What we find in the Bible is that Divine Beauty includes so much more than harmonious physical symmetry. It transcends to a level of wondrous love, and holiness, and grace, and truth, and kindness, and goodness that ends in the harmonious spiritual symmetry and perfection surrounding God, for a spiritual illumination and bliss that we can only appreciate as we gaze intently upon the Lord.

We are made beautiful in God’s eyes by His great love. And we are encouraged to set our minds on Him, our great Creator and Redeemer-of-our-relationship, who has more than physical beauty in mind for His creation. He has in mind for us to keep seeking the things above, the truly lovely, including and especially Jesus Christ (Colossians 3:1-4, Philippians 4:8), “with open face beholding as in a glass the glory of the Lord… from glory to glory” (2 Corinthians 3:18).

The Golden Ratio is only a small part of what is truly golden! Gazing at the spiritual purity and perfection of the Lord taps us into an infinite source of beauty.

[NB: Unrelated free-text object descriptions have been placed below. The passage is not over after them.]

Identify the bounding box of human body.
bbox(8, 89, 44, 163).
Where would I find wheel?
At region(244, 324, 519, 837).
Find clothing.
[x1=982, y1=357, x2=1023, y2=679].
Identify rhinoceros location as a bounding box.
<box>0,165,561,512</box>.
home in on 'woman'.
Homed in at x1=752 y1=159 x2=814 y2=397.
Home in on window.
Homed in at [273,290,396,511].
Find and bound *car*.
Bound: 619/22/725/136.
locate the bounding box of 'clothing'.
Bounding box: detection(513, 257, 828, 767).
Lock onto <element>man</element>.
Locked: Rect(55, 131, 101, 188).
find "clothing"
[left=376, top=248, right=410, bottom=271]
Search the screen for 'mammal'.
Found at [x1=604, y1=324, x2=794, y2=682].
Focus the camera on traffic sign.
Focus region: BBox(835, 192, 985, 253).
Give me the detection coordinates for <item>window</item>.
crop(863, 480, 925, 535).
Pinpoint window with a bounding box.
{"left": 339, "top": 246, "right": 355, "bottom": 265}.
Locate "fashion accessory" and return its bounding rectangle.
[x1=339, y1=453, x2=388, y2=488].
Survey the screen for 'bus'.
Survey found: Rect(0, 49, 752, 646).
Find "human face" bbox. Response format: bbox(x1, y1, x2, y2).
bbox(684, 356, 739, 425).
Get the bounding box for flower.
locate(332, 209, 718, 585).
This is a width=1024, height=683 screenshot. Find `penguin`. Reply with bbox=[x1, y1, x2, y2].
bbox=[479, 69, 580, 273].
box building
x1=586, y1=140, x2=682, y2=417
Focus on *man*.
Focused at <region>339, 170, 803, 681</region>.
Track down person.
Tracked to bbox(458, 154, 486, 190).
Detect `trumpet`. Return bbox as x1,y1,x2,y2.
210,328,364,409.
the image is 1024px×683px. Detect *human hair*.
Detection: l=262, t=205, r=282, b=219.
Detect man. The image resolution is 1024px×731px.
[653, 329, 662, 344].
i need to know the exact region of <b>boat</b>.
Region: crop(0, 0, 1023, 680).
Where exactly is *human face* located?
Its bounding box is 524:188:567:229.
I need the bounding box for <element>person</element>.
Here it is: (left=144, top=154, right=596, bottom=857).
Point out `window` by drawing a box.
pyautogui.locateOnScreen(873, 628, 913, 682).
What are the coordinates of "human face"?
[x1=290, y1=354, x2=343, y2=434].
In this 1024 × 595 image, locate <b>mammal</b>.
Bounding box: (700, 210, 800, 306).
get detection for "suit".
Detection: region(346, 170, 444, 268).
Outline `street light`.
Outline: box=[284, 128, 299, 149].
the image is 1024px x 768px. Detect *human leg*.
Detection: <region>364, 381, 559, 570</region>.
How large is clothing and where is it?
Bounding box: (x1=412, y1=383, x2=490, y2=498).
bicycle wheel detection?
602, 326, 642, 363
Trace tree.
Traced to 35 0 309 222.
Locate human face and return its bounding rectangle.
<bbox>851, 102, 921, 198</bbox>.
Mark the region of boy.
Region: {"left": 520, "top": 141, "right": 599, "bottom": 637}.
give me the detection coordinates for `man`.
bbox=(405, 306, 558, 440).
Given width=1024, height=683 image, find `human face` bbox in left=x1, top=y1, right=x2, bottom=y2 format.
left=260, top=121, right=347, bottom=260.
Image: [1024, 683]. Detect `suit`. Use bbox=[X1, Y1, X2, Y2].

Let me close by mentioning the well-known aphorism “beauty is in the eye of the beholder.” God doesn’t look upon our outward appearance, or outward talents and abilities, to determine our beauty in His sight. He looks upon our inner beauty – determined by what we have done with Christ. If we have trusted in Christ for our redemption, our salvation, we are indeed beautiful in His infinite sight, and are His children (John 1:12), the children of an infinitely good God! Think about it.

“The One Who knows me best

Is the One who loves me most

I am Your beloved, You have bought me with Your blood

And on Your hand, You've written out my name

I am Your beloved, one the Father loves

Mercy has defeated all my shame.”

– J. Helser, I Am Your Beloved

He desires the ongoing intimacy of that redeemed relationship!